Ladish’s family found a boys team, and she fell in love with the sport. Sometimes the sport didn’t love her back. Once, her dad brawled with an opposing youth team’s father/coach after hearing him tell an official to “get that little bitch off the field” because Ladish was playing hard.

“You needed to be better than the boys, and you needed to be tough,” she recalled.

The boys she played with and against as kids encouraged Ladish to try out at Shawnee Mission East, and she made the team. But the coach made no locker room accommodations for her. “He told me, ‘There’s the bathroom, figure it out,’” Ladish said.

The moms were more supportive.

“The moms on the other teams cheered for me,” Ladish said. “They thought it was great. Not to toot my own horn, but I was good. I was the main player on the team and the moms loved it. Sometimes it made their boys upset.”

Men’s soccer long had a presence in Kansas City. The Spurs of the North American Soccer League played three seasons here starting in 1968 and won a league championship. One of those players, Janos Hanek, had two daughters who became the first girls to play on the boys team at Shawnee Mission North.

Chiefs founder Lamar Hunt promoted soccer, too. He was the original owner of Sporting Kansas City, a charter member of Major League Soccer and winner of two MLS championships. Hunt is enshrined in the National Soccer Hall of Fame.

And the Kansas City Comets became a popular indoor team, drawing large crowds to Kemper Arena in the 1980s.

Women and girls? They were playing catch-up nationally, and especially in Kansas City. The NCAA first sponsored a women’s soccer championship in 1982. Kansas didn’t introduce the sport until 1996, Missouri a year after that.

Women’s soccer at William Jewell was in its infancy when Chris Cissell was hired as coach in 1999. He found recruiting to be a challenge.

“There weren’t a lot of options for girls then,” said Cissell, now the coach the Grand Canyon University women’s team in Arizona. “And there weren’t a lot of teams. Programs were just starting around Kansas City, and at some of them coaching wasn’t a full-time position ... more like a side job.”

A 1978 story in The Kansas City Times quoted Robyn Ford, who helped organize a four-team recreational league for women that played at Swope Park: “Kansas City is behind (the rest of the country) as far as growth is concerned ... We need players, teams, coaches, sponsors, everything.”

Girls soccer programs were started at Olathe North, Olathe South, Blue Valley, Blue Valley North and Bishop Miege in 1987, and the Shawnee Mission schools soon followed. Until the mid-1980s, girls’ soccer was the domain of private schools. The Star’s 1985 All-Metro team forwards played at St. Teresa’s and Pembroke Hill.

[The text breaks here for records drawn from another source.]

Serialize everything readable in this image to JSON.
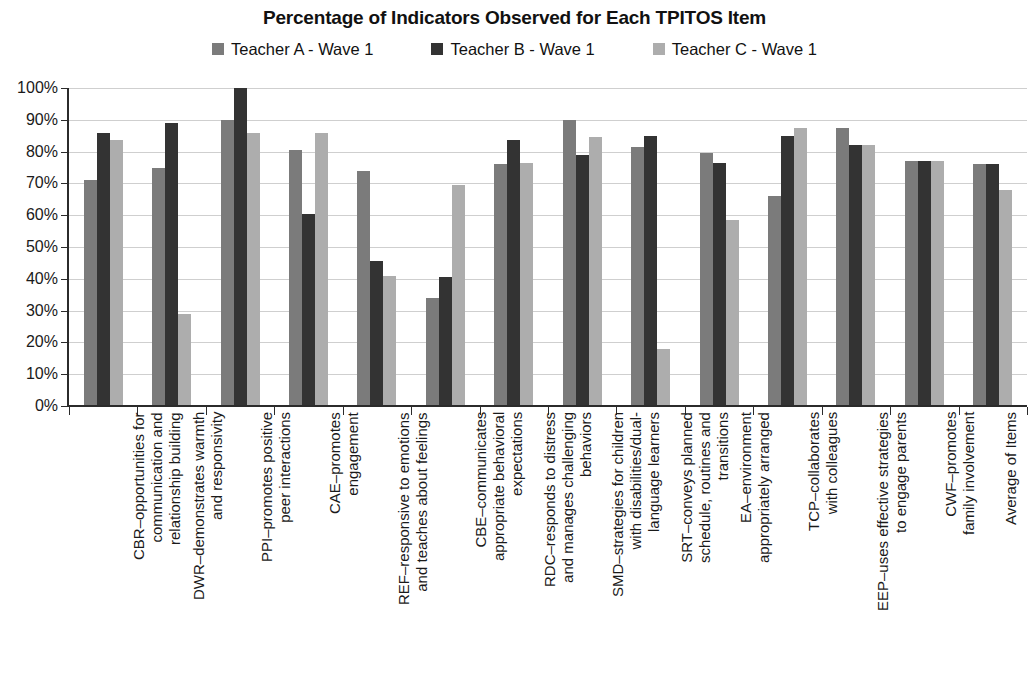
{
  "chart_data": {
    "type": "bar",
    "title": "Percentage of Indicators Observed for Each TPITOS Item",
    "xlabel": "",
    "ylabel": "",
    "ylim": [
      0,
      100
    ],
    "y_unit": "%",
    "grid": true,
    "legend_position": "top",
    "y_ticks": [
      "0%",
      "10%",
      "20%",
      "30%",
      "40%",
      "50%",
      "60%",
      "70%",
      "80%",
      "90%",
      "100%"
    ],
    "y_tick_values": [
      0,
      10,
      20,
      30,
      40,
      50,
      60,
      70,
      80,
      90,
      100
    ],
    "categories": [
      "CBR–opportunities for communication and relationship building",
      "DWR–demonstrates warmth and responsivity",
      "PPI–promotes positive peer interactions",
      "CAE–promotes engagement",
      "REF–responsive to emotions and teaches about feelings",
      "CBE–communicates appropriate behavioral expectations",
      "RDC–responds to distress and manages challenging behaviors",
      "SMD–strategies for children with disabilities/dual-language learners",
      "SRT–conveys planned schedule, routines and transitions",
      "EA–environment appropriately arranged",
      "TCP–collaborates with colleagues",
      "EEP–uses effective strategies to engage parents",
      "CWF–promotes family involvement",
      "Average of Items"
    ],
    "category_lines": [
      [
        "CBR–opportunities for",
        "communication and",
        "relationship building"
      ],
      [
        "DWR–demonstrates warmth",
        "and responsivity"
      ],
      [
        "PPI–promotes positive",
        "peer interactions"
      ],
      [
        "CAE–promotes",
        "engagement"
      ],
      [
        "REF–responsive to emotions",
        "and teaches about feelings"
      ],
      [
        "CBE–communicates",
        "appropriate behavioral",
        "expectations"
      ],
      [
        "RDC–responds to distress",
        "and manages challenging",
        "behaviors"
      ],
      [
        "SMD–strategies for children",
        "with disabilities/dual-",
        "language learners"
      ],
      [
        "SRT–conveys planned",
        "schedule, routines and",
        "transitions"
      ],
      [
        "EA–environment",
        "appropriately arranged"
      ],
      [
        "TCP–collaborates",
        "with colleagues"
      ],
      [
        "EEP–uses effective strategies",
        "to engage parents"
      ],
      [
        "CWF–promotes",
        "family involvement"
      ],
      [
        "Average of Items"
      ]
    ],
    "series": [
      {
        "name": "Teacher A - Wave 1",
        "color": "#7b7b7b",
        "values": [
          71,
          75,
          90,
          80.5,
          74,
          34,
          76,
          90,
          81.5,
          79.5,
          66,
          87.5,
          77,
          76
        ]
      },
      {
        "name": "Teacher B - Wave 1",
        "color": "#333333",
        "values": [
          86,
          89,
          100,
          60.5,
          45.5,
          40.5,
          83.5,
          79,
          85,
          76.5,
          85,
          82,
          77,
          76
        ]
      },
      {
        "name": "Teacher C - Wave 1",
        "color": "#adadad",
        "values": [
          83.5,
          29,
          86,
          86,
          41,
          69.5,
          76.5,
          84.5,
          18,
          58.5,
          87.5,
          82,
          77,
          68
        ]
      }
    ]
  },
  "legend": {
    "items": [
      {
        "label": "Teacher A - Wave 1",
        "color": "#7b7b7b"
      },
      {
        "label": "Teacher B - Wave 1",
        "color": "#333333"
      },
      {
        "label": "Teacher C - Wave 1",
        "color": "#adadad"
      }
    ]
  }
}
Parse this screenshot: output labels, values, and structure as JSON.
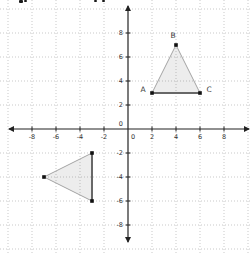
{
  "meta": {
    "width": 252,
    "height": 255,
    "background": "#ffffff"
  },
  "artifacts": {
    "description": "bottoms of cropped text letters at top edge",
    "top_text_fragments": [
      {
        "x": 19,
        "y": 0,
        "w": 4,
        "h": 3
      },
      {
        "x": 24,
        "y": 0,
        "w": 3,
        "h": 2
      },
      {
        "x": 94,
        "y": 0,
        "w": 3,
        "h": 2
      },
      {
        "x": 102,
        "y": 0,
        "w": 3,
        "h": 2
      }
    ]
  },
  "graph": {
    "origin_px": {
      "x": 128,
      "y": 129
    },
    "px_per_unit": 12,
    "grid": {
      "step": 2,
      "min": -10,
      "max": 10,
      "color": "#c9c9c9",
      "dash": "1 2"
    },
    "axes": {
      "color": "#222222",
      "x": {
        "from_px": 9,
        "to_px": 249
      },
      "y": {
        "from_px": 6,
        "to_px": 242
      }
    },
    "ticks": {
      "x": [
        -8,
        -6,
        -4,
        -2,
        0,
        2,
        4,
        6,
        8
      ],
      "y": [
        8,
        6,
        4,
        2,
        0,
        -2,
        -4,
        -6,
        -8
      ],
      "label_color": "#333333",
      "font_size": 6.5
    },
    "triangles": [
      {
        "name": "triangle-ABC",
        "fill": "rgba(80,80,80,0.10)",
        "edge_color": "#a3a3a3",
        "thick_edge": {
          "from": 0,
          "to": 2,
          "color": "#686868",
          "width": 2
        },
        "point_color": "#111111",
        "label_color": "#3a3a3a",
        "vertices": [
          {
            "label": "A",
            "x": 2,
            "y": 3,
            "label_dx": -9,
            "label_dy": -4
          },
          {
            "label": "B",
            "x": 4,
            "y": 7,
            "label_dx": -3,
            "label_dy": -10
          },
          {
            "label": "C",
            "x": 6,
            "y": 3,
            "label_dx": 9,
            "label_dy": -4
          }
        ]
      },
      {
        "name": "triangle-image",
        "fill": "rgba(80,80,80,0.10)",
        "edge_color": "#a3a3a3",
        "thick_edge": {
          "from": 0,
          "to": 2,
          "color": "#686868",
          "width": 2
        },
        "point_color": "#111111",
        "label_color": "#3a3a3a",
        "vertices": [
          {
            "label": "",
            "x": -3,
            "y": -2,
            "label_dx": 0,
            "label_dy": 0
          },
          {
            "label": "",
            "x": -7,
            "y": -4,
            "label_dx": 0,
            "label_dy": 0
          },
          {
            "label": "",
            "x": -3,
            "y": -6,
            "label_dx": 0,
            "label_dy": 0
          }
        ]
      }
    ]
  }
}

UMKC debuted women’s soccer in 2009, when the university opened Durwood Soccer Stadium on campus. (The men’s team started in 1987.) That became one of the homes of FC Kansas City, a founding member of the NWSL. The NWSL is the third iteration of a U.S. women’s pro league, the first of which launched after the 1999 World Cup.

Vlatko Andonovski coached FC Kansas City to two NWSL championships and eventually become the U.S. Women’s National Team’s coach. He’s back in KC as the Current’s new coach, and even in the early 2000s, Kansas City struck Andonovski as a region that followed — instead of playing a leading role — when it came to women’s soccer.

“We were doing things, but we were always following trends,” Andonovki said. “We wanted to see what people in Chicago were doing. Or in St. Louis ... New York, California or Texas. There was always someone we wanted to be, or someone we wanted to follow.”

“And now we don’t have to follow. We’re at the point where people have to follow us.”

Last weekend, Ladish took a tour of CPKC Stadium and saw where she’ll sit for Current games. And on Saturday afternoon, she’ll be cheering on the Current at the historic season opener.

That evening, Sporting KC will play its first home match of the season at Children’s Mercy Park, where the Current played home games the past two years while CPKC Stadium was being built.

A women’s game in one pro soccer stadium, a men’s game in the other. In Kansas City, no less.

Playing to a draw never seemed more appropriate.